Moral Expansion.
Community.
When I was a kid, my mom and I drove about two miles up the hill every couple of weeks. I thought of it as the grocery store. U-shape inside, people behind a counter handing things out of boxes. You don't get to pick? Everyone was always smiling. I came home with a little box of food, happier than my mom looked.
It wasn't a grocery store. It was a food pantry.
I used to think honor lived in the food pantry. I now think it's at least as concentrated in the business that lets a parent skip the food pantry. Both. Not instead.
If you're going to argue this with me later, read this first
The pushback I expect: paychecks aren't enough — even people with paychecks need pantries, like your mom did. True. And important. Four data points before you make that argument:
- About two-thirds of food-insecure households with children have at least one adult working full-time. (USDA ERS)
- Roughly 39% of U.S. households are below the ALICE threshold — earning above the federal poverty line but below the cost of basics. (United Way / United for ALICE)
- The MIT Living Wage Calculator shows that in many U.S. counties, a living wage for a family of four exceeds $25/hour — well above local median wages.
- The "benefit cliff": modest wage gains can lose more in benefits than they gain, locking some workers into assistance.
The claim isn't paychecks solve food insecurity. It's more jobs that pay a living wage means fewer trips to the pantry. Pantries stay. They'll always stay. The lever isn't pantry OR paycheck — it's which one moves more lives over a decade.
Time expanded.
I met Andrew Weishar my freshman year.
The Harvard Study of Adult Development has run for over 85 years. The single strongest predictor of how happy and how healthy you are at 80 is the quality of your relationships at 50. Not income. Not cholesterol. Relationships.
At twenty I thought my friendships were a savings account. Pile in deposits now, withdraw later. They are not. They are a wasting asset.
The room is the room.
Four anonymous questions. No names. No IDs. The chart appears as the answers come in. You are not alone in any of these numbers — that is the point of putting them on the screen.
Commitment expanded.
The summer after junior year I was in Uganda trying to set up a credit cooperative, being humbled to my core. Senior year I came back and co-ran Professor Renner's mayoral campaign. The night of that election was also the night of the 2012 presidential. I was at a bar that night, and somebody I respected said that if Mitt Romney won, America wouldn't survive.
Looking back from 2026, that statement reads almost quaint. Romney came and went as a senator. America is still here.
In 2016, I was an Army officer at Fort Drum. I did not vote. I was deeply concerned about the candidate who was about to become my commander-in-chief. I tried not to pay the price and found out the price gets paid either way. The question I had to wrestle with — and this is the heart of civic discourse — was: what do I care more about: my preferred candidate winning, or the principle that you, the person who disagrees with me, gets a vote that counts?
James Carse wrote about finite and infinite games. A finite game is one you play to win. An infinite game is one you play to keep playing. Democracy is an infinite game. Citizenship is an infinite game. Friendship is an infinite game.
My mom, dropping me off at Wesleyan, told me I could learn anything those kids knew — but they couldn't know what I'd endured. What I'd add now, twenty years later — feeling like an impostor and feeling teachable are almost the same feeling. The day you stop feeling it is the day you should start worrying. Hold on to that.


Directions for this task.
Search the listing for the string "year" and copy every line that contains it.

Available data.
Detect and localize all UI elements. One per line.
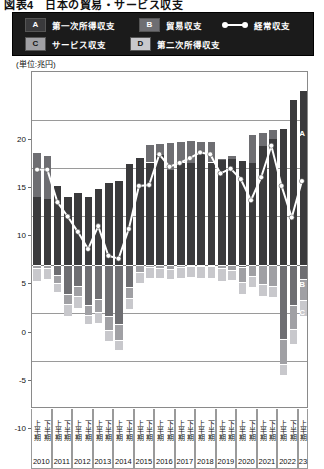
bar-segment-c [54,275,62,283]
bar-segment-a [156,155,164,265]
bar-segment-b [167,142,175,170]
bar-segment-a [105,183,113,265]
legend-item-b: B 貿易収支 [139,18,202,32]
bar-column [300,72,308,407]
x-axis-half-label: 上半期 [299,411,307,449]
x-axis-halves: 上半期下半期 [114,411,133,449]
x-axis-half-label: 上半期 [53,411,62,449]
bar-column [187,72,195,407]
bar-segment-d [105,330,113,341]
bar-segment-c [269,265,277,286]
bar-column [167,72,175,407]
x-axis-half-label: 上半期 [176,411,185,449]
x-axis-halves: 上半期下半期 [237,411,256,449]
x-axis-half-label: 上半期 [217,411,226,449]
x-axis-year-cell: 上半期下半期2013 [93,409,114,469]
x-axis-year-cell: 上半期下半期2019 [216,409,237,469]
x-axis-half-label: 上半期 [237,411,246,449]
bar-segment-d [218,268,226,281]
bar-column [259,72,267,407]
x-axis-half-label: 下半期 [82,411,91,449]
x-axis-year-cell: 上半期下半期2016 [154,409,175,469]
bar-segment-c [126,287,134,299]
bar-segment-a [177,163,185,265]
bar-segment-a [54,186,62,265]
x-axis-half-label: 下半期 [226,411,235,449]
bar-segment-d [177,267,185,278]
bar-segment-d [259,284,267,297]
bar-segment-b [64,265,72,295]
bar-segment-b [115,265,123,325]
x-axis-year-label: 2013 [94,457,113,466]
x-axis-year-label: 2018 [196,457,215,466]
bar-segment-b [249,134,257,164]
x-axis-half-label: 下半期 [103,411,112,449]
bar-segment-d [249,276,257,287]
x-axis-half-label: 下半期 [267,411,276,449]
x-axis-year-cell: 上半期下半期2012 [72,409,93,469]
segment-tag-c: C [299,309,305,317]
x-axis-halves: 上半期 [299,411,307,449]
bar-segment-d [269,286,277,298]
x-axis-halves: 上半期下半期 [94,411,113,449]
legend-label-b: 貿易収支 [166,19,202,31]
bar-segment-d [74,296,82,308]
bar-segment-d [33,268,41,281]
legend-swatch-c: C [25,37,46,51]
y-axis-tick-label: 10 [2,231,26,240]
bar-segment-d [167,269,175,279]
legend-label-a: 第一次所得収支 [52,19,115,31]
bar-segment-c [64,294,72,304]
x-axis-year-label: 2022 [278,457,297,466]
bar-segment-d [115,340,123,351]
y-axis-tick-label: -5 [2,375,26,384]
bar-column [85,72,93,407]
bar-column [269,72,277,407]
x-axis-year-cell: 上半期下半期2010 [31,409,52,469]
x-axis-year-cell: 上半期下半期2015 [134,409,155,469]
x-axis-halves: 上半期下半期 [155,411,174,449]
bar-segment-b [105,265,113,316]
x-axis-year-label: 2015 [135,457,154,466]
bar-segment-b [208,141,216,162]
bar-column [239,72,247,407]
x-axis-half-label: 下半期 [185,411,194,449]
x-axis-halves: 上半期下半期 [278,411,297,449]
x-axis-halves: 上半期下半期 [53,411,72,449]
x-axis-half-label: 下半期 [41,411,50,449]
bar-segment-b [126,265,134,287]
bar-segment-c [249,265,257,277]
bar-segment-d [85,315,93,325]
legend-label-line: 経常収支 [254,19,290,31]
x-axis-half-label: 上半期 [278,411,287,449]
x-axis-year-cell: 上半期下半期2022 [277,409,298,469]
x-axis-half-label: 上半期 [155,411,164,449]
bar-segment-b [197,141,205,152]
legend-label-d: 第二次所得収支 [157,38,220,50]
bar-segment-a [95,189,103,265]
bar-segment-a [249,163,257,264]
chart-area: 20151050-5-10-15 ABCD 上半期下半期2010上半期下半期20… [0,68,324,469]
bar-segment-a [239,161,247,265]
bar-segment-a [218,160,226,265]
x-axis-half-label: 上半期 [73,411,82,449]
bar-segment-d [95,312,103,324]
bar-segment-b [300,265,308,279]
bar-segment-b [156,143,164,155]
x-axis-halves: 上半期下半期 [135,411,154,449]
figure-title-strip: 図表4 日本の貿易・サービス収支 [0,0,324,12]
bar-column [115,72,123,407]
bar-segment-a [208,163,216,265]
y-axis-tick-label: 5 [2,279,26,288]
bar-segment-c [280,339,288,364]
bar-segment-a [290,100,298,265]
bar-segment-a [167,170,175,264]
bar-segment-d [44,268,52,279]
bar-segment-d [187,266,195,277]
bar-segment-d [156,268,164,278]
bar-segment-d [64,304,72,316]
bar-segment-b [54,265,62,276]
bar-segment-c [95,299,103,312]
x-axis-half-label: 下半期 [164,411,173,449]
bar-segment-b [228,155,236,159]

...

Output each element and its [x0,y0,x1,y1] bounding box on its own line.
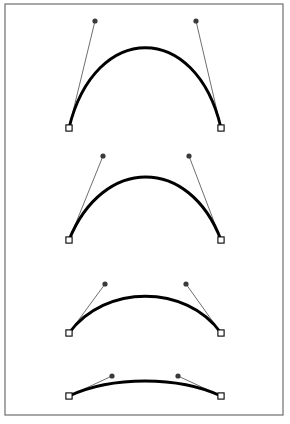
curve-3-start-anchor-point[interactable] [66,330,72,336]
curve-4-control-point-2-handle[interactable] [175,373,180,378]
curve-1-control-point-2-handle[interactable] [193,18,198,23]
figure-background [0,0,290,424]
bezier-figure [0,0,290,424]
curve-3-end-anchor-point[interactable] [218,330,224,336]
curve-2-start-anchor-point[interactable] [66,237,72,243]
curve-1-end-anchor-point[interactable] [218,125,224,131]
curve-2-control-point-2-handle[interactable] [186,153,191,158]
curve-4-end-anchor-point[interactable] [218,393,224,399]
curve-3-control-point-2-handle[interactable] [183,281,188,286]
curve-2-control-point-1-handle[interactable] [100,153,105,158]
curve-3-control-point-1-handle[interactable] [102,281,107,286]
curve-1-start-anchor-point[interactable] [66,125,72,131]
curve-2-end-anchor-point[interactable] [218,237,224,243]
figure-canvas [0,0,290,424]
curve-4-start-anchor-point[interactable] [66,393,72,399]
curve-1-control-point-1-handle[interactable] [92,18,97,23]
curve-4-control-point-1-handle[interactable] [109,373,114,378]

Task solution.
x-axis-year-cell: 上半期下半期2013 [93,409,114,469]
x-axis-year-cell: 上半期下半期2019 [216,409,237,469]
x-axis-year-cell: 上半期下半期2016 [154,409,175,469]
x-axis-year-label: 2013 [94,457,113,466]
x-axis-year-label: 2018 [196,457,215,466]
x-axis-year-cell: 上半期下半期2012 [72,409,93,469]
x-axis-year-label: 2022 [278,457,297,466]
x-axis-year-cell: 上半期下半期2010 [31,409,52,469]
x-axis-year-cell: 上半期下半期2015 [134,409,155,469]
x-axis-year-label: 2015 [135,457,154,466]
x-axis-year-cell: 上半期下半期2022 [277,409,298,469]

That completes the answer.